Draco was propped up on one elbow, lazily watching the boy wonders creep out of the Great Hall. He didn't feel a desire to stop them, or a particular urge to alert anyone else to their departure. He simply chuckled as he watched them exit in what they must have imagined was infinite stealth.

It wasn't as if there were any professors to keep them there in the Great Hall or to enforce any prohibition about venturing into the rest of the castle. The students had simply formed a symbiotic relationship with the relative security provided by the Hall, and now were reluctant to leave the only area they felt was safe. Most of them were still clinging to the childish hope that someone would come along and rescue them any day now. All they had to do was sit tight and wait.

Draco knew better.
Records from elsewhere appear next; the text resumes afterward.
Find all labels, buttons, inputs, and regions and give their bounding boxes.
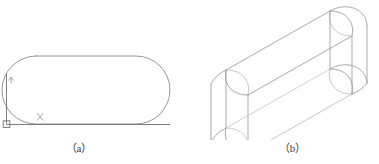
top-face-left-cap-arc-back (226, 70, 249, 95)
figure-a-drawing: Y X (0, 0, 190, 140)
bottom-face-right-cap-arc-back (329, 69, 352, 94)
figure-b-caption: （b） (198, 139, 379, 155)
bottom-face-near-edge (248, 94, 352, 140)
ucs-indicator (3, 74, 170, 127)
y-axis-marker-glyph (9, 77, 14, 83)
right-cap-outer-arc-bottom (330, 65, 367, 83)
figure-sheet: Y X （a） (0, 0, 379, 164)
bottom-face-right-cap-arc (330, 69, 353, 94)
top-face-left-cap-arc (225, 70, 248, 95)
left-cap-outer-arc-top (211, 70, 226, 84)
figure-b-drawing (190, 0, 379, 140)
top-face-far-edge (226, 11, 330, 70)
figure-a-caption: （a） (0, 139, 174, 155)
figure-panel-a: Y X （a） (0, 0, 190, 164)
top-face-right-cap-arc-back (329, 11, 352, 36)
x-axis-marker-glyph (37, 113, 43, 121)
right-cap-lower-arc-front (352, 83, 367, 94)
right-cap-outer-arc-top (330, 7, 367, 25)
figure-panel-b: （b） (190, 0, 379, 164)
top-face-right-cap-arc (330, 11, 353, 36)
slot-outline-path (2, 56, 170, 124)
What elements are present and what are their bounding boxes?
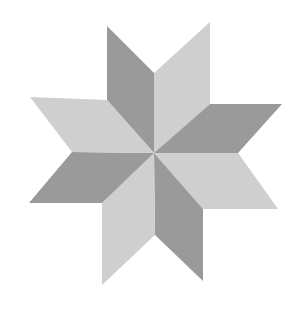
- eight-pointed-star: [0, 0, 304, 320]
- star-figure: [0, 0, 304, 320]
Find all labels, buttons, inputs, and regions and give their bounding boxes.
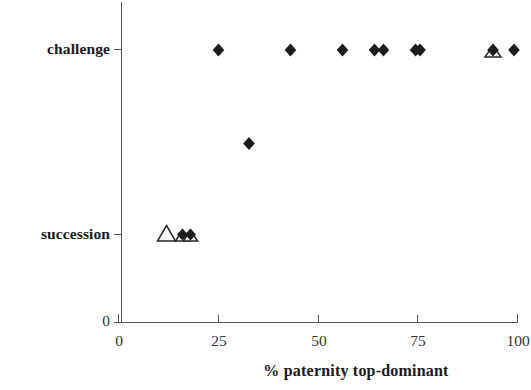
data-point-diamond bbox=[508, 44, 520, 57]
x-tick-label-50: 50 bbox=[299, 332, 339, 350]
x-tick-label-100: 100 bbox=[497, 332, 531, 350]
x-axis-line bbox=[118, 314, 518, 323]
x-tick-label-75: 75 bbox=[398, 332, 438, 350]
y-category-label-succession: succession bbox=[2, 225, 110, 243]
x-tick-label-0: 0 bbox=[99, 332, 139, 350]
x-axis-title: % paternity top-dominant bbox=[181, 362, 531, 380]
scatter-plot-canvas bbox=[0, 0, 531, 390]
data-point-diamond bbox=[337, 44, 349, 57]
data-point-diamond bbox=[378, 44, 390, 57]
chart-figure: challenge succession 0 0 25 50 75 100 % … bbox=[0, 0, 531, 390]
x-tick-label-25: 25 bbox=[199, 332, 239, 350]
data-point-diamond bbox=[243, 137, 255, 150]
y-category-label-challenge: challenge bbox=[2, 40, 110, 58]
data-point-triangle bbox=[158, 226, 176, 242]
data-point-diamond bbox=[213, 44, 225, 57]
data-point-diamond bbox=[285, 44, 297, 57]
y-zero-label: 0 bbox=[2, 312, 110, 330]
After all, he was raised by a premier Death Eater and sadist extraordinaire, The Dark Lord's right-hand man, Lucius Malfoy. Draco reflected on that name obsessively, always had. He turned it over in his head, relived all the moments anyone had ever said his surname. It was always with either a distasteful sneer or with patronizingly opaque, pandering earnestness. Neither was preferable, although he found the latter to be more useful as it always came from spineless halfwits who were always more than willing to do his dirty work.

Take, for example, Crabbe and Goyle. The great idiots were presently snoring and slobbering upon themselves as they slept, useless for anything but auditory distraction from the maddening quiet of the castle. Draco glared at their hulking figures and turned away, propping himself up on the other elbow now.

Draco was not oblivious to the fact that the other students thought that he and the rest of the Slytherins had been left behind by the Death Eaters to monitor any actions and report back to their parents. This was not the case, he replied snidely to anyone that needled him about it. The awful truth was that neither Draco or any of his housemates had any advance knowledge of the attack, and were equally as frightened as the rest of the students. Not that they would ever admit as much, of course.

Lucius had given Draco no warning whatsoever, not so much as a coded note by owl or a cryptic message sent through Snape. As far as Draco was concerned, Lucius and the other Death Eaters were more than content to sacrifice their children for their Lord if it meant eventual victory. Children were expendable, especially the young ones. Children could always be replaced. Draco knew this and was sick.